The Beach Boys
January 18 – February 24, 2024
Phil Davis
I hope someone somewhere is being kind to my boy.
A group of alcoholics sitting around at a bar talking about spiders.
Suddenly the hospital is quiet.
Suddenly the hospital is quiet.
The silence surrounds a particular shape.
I know this shape every time it comes around.
I don’t know what it’s trying to tell me
Or why I feel the need to listen to it.
But I know when it’s there, no two ways about it.
It’s the backside of Forest Lawn cemetery.
It’s a dusty Japanese restaurant.
It’s a child actor overheating on set
with the smell of pine needles in the summer.
It’s the term “flying carpet”
It’s the two-bedroom,
cobwebbed and cigarettey in the daylight
where he lives with his two boys.
The real ivory tower.
NEW YORK, NY - Shoot the Lobster is pleased to present Phil Davis: The Beach Boys, the artist’s first solo show in New York on view from January 18 to February 24, 2024.
Davis is interested in theater – both in the literal sense, and in daily life. In performance and in painting, he seeks the lowest common denominator of representation: the critical accumulation of gesture and line necessary to convey the complexities of an identity.
Source material for Davis has ranged from Halloween costume catalogs, teen horror films, children’s books about the Medieval era, to love songs. His works emerge in the space between the signified and the signifier - the inevitable disconnect between the archetype being represented and limits of the medium used to represent it. In costumes, complex histories and identities are reduced to cheap simulacra: a plastic centurion helmet and sword for the Roman Soldier, fitted polyester scrubs and a nonfunctional stethoscope for the Nurse, oversized, lens-less glasses and suspenders for the Nerd. Like these costumes, Davis’s paintings exist in a reality that is implied rather than experienced.
In this latest body of work, Davis starts with the cover art for the Beach Boys album Pet Sounds as the original reference image: the five members of the group captured in a semi-candid moment, stiffly feeding goats in a petting zoo. The image became “burned into my skull,” explains Davis. “The experience of recalling the image is reflected in the way the painting is made; it is emblematic of chasing an image or memory instead of fully realizing it. This sensation is also a symptom of the same economy - If the paintings were ‘fully’ rendered they would just be pictures, not paintings.”
Phil Davis (b. 1988, Pasadena, CA) received a B.A. from the University of California, Los Angeles, in 2012. His recent exhibitions include Love Songs at Phil Gallery, LA (solo); MTV2 at Night Gallery, LA (solo); Pipe Dream at Rachel Uffner, NY (group); and Gauzy at In Lieu (group), LA, among others. In 2015, he ran Blood Gallery in Brooklyn, NY with Philippe de Sablet and Lydia Glenn-Murray, and most recently organized an exhibition along the Lower Arroyo Seco trail in Pasadena, CA in February, 2023, covered by ARTFORUM. He has an upcoming solo show at Fernberger, Los Angeles in 2024.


ABOUT THIS EXERCISE: In your copy of the data below, reproduce every entry exactly and omit the pictures.

[Excerpts from a figure dataset]
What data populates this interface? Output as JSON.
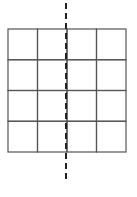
{
  "diagram": {
    "type": "grid-with-symmetry-line",
    "grid": {
      "rows": 4,
      "cols": 4,
      "x": 8,
      "y": 29,
      "width": 118,
      "height": 123,
      "stroke": "#555555"
    },
    "axis": {
      "style": "dashed",
      "x": 66,
      "y_start": 3,
      "y_end": 182,
      "stroke": "#222222"
    }
  }
}
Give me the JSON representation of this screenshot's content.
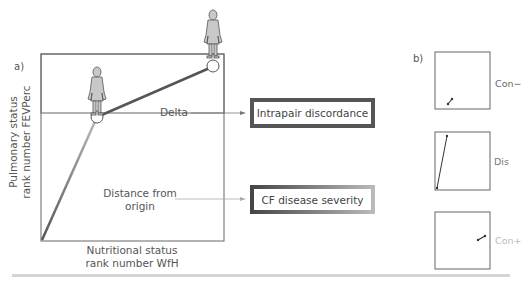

THE ANSWER:
What data populates this interface? Output as JSON.
{
  "diagram": {
    "type": "grid-with-symmetry-line",
    "grid": {
      "rows": 4,
      "cols": 4,
      "x": 8,
      "y": 29,
      "width": 118,
      "height": 123,
      "stroke": "#555555"
    },
    "axis": {
      "style": "dashed",
      "x": 66,
      "y_start": 3,
      "y_end": 182,
      "stroke": "#222222"
    }
  }
}
Give me the JSON representation of this screenshot's content.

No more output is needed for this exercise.